Conflict of interest None declared.

Figures

Figure 1.
Figure 1.
A) Overview of the bamSliceR Scheme. A. This schematic illustrates the bamSliceR pipeline, designed to efficiently retrieve metrics of variants from target regions across various data types, including DNA-Seq genomic BAMs, RNA-Seq genomic BAMs, and RNA-Seq transcriptome BAMs. B) bamSliceR utility to retrieve metrics of variants fromRNA-Seq transcriptome BAMs.
Figure 2.
Figure 2.
bamSliceR Workflow and Functionality for querying, downloading, tallying and annotating variants from BAM files. A) Identify Data Available via GDC Suitable for your Query.

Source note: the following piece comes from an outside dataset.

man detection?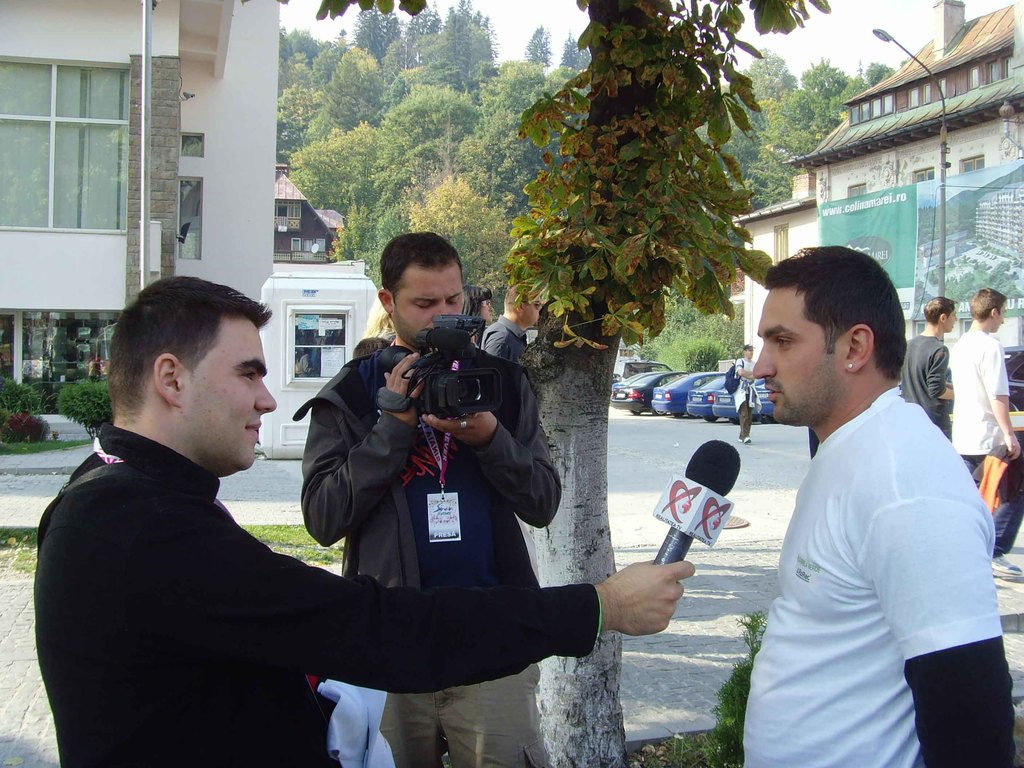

B) Download Sliced-BAM files from GDC. C) Variants Tallying & Annotation.
Figure 3.
Figure 3.. Scheme to Calculate Transcript Coordinates of Genomic Features in GFF3 file.
Figure 4.
Figure 4.. Schematic for Determining Equivalence Classes of Transcripts for INDEL variants.
To identify equivalence classes of transcripts for INDEL variants, the process beings by disjoining exon regions for each gene in the GFF3 file based on their genomic coordinates. For instance, a single exon may be split into multiple disjoint bins. In the provided example, the first exon generates three bins: Bin1 [T1, T2], Bin2 [T1, T2, T3], and Bin3 [T2, T3]. For each bin, the genomic and transcript-level coordinates of both the bin and the corresponding exon are tabulated (e.g., see the detailed example for Bin2). When analyzing an INDEL, all bins overlapping with the variant’s genomic coordinates are identified. Finally, the transcripts containing the INDEL are determined by intersecting the sets of transcripts associated with the overlapping bins.
Figure 5.
Figure 5.. bamSliceR is designed to significantly reduce the space required for analyzing BAM files by slicing them at specified genomic regions
Figure 6.
Figure 6.. Detection of UBTF-ITD in the Leucegene Project
Top) Plot of soft-clip read counts (sc-counts) within chr17:44210679–44211356 (GRCh38) of 452 patients in the Leucegene Project. Two patients (04H039 and 07H019) show high soft-clipped read counts at hotspots of UBTF-ITD. 04H039 has 57, 190, 67 sc-counts at chr17:44210812, chr17:44210816 and chr17:44210853 respectively (Highlight in Blue dots). 07H019 has 161, 65, 66, 168 sc-counts at chr17:44210803, chr17:44210806, chr17:44210841, and chr17:44210849, respectively (Highlight in Yellow dots). Manual examination of RNA-seq BAM files of 18 patients with a maximum sc-counts > 25 within the ranges show no UBTF-ITD. Bottom) Integrative Genomics Viewer (IGV) visualization showing UBTF-ITD with soft-clipped reads and increased coverage in UBTF exon 13 in patients 04H039 and 07H019.